His joy was infectious. For the first time in years, I felt a genuine spark of happiness. A baby. A family. Maybe my mother was wrong. Maybe I wasn't ruined after all. Maybe I could be saved.
A few weeks later, Ethan took me to the garden behind the house. The evening was warm, and the air smelled of roses. He had set up a small table with candles.
He took both of my hands in his, his expression serious and full of love.
"Chloe Davis," he said, his voice a low, steady murmur. "You are the strongest, most beautiful person I have ever known. I love you. I want to spend the rest of my life making you happy, protecting you. Will you marry me?"
He pulled out a small velvet box. Inside was a simple, elegant diamond ring that sparkled in the candlelight.
My mind felt slow, syrupy. The daily medication kept the sharp edges of the world at bay, but it also made it hard to think clearly. I looked at his earnest, loving face. I thought of the baby growing inside me. This was safety. This was a future.
"Yes," I heard myself say. "Yes, Ethan. I'll marry you."
He slid the ring onto my finger, and it felt like a promise. A promise of a life I never thought I could have.
The next day, a man I vaguely recognized came to the house. Ethan introduced him as Dr. Ben Carter, an old friend from his childhood. Ben had a worried look in his eyes that he couldn't quite hide.
I was in the living room, trying to sketch, but my hands wouldn't cooperate. The lines were shaky and uncertain. I heard Ethan and Ben talking in the next room, their voices low but intense.
"You can't keep her on this dosage, Ethan," Ben said, his voice strained. "Especially not now that she's pregnant. It's not safe."
"It's what keeps her stable," Ethan replied, his tone sharp. "Do you want her to relapse? Do you want to see her back in that dark apartment, starving herself, afraid of the light? I won't let that happen."

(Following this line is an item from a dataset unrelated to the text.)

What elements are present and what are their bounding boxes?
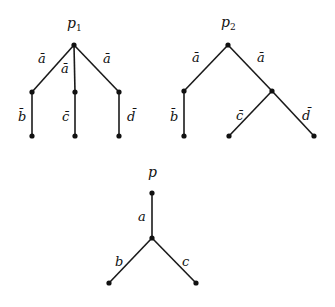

"There are other medications, safer ones. We can wean her off slowly. What you're doing... it's more than just managing anxiety. It's suppression. You're trying to keep her in a fog."
"I am trying to keep her safe!" Ethan's voice rose, laced with a desperation that sent a small shiver down my spine. "I'm protecting her. And I'm protecting our child."
There was a long silence.
"This whole thing," Ben said finally, his voice barely a whisper. "This revenge... it's gone too far. It has to stop."

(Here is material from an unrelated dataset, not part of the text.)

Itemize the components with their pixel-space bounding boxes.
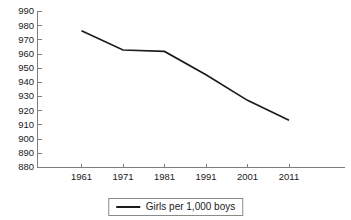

"It's not about revenge anymore," Ethan said quietly. "It's about love. I love her, Ben. And I'm going to fix everything."
Later that afternoon, Ethan came to me with my pills and a glass of water.
"Ben thinks we should try a new medication," he said, his voice casual. "But I don't want to risk it. Not when you're doing so well. We'll stick with what works, okay?"
He smiled, and I nodded, swallowing the pills without a thought. What works. He was right. I was better. I was happy.
A week later, Dr. Carter came to visit again. Ethan was out at a meeting for his family's tech company. Ben sat with me in the garden. He seemed nervous, constantly glancing towards the house.
"How are you feeling, Chloe?" he asked.
"I'm good," I said, smiling. "Happy."
He watched me for a moment, his expression unreadable. "You were always so talented," he said, nodding at the abandoned sketchbook in my lap. "Ethan used to talk about your art all the time, back in high school. He said you could draw anything."
I frowned slightly. "I don't remember much about high school."
"The medication can do that," he said carefully. "It can cloud things. Make the past feel like a dream."
He leaned a little closer, his voice dropping. "Sometimes, dreams have important things hidden inside them. Things you need to remember."
His words were strange, cryptic. They hung in the air between us, creating a small crack in the peaceful facade of my life. I didn't understand what he meant, but a flicker of unease went through me.
He stood up to leave. "Ethan loves you very much, Chloe. He just... he has a very specific idea of how to show it. Be careful."
Before he left, he placed a small, unlabeled vial of pills on the table next to my sketchbook. "Just in case you ever want to see things more clearly," he whispered, and then he was gone.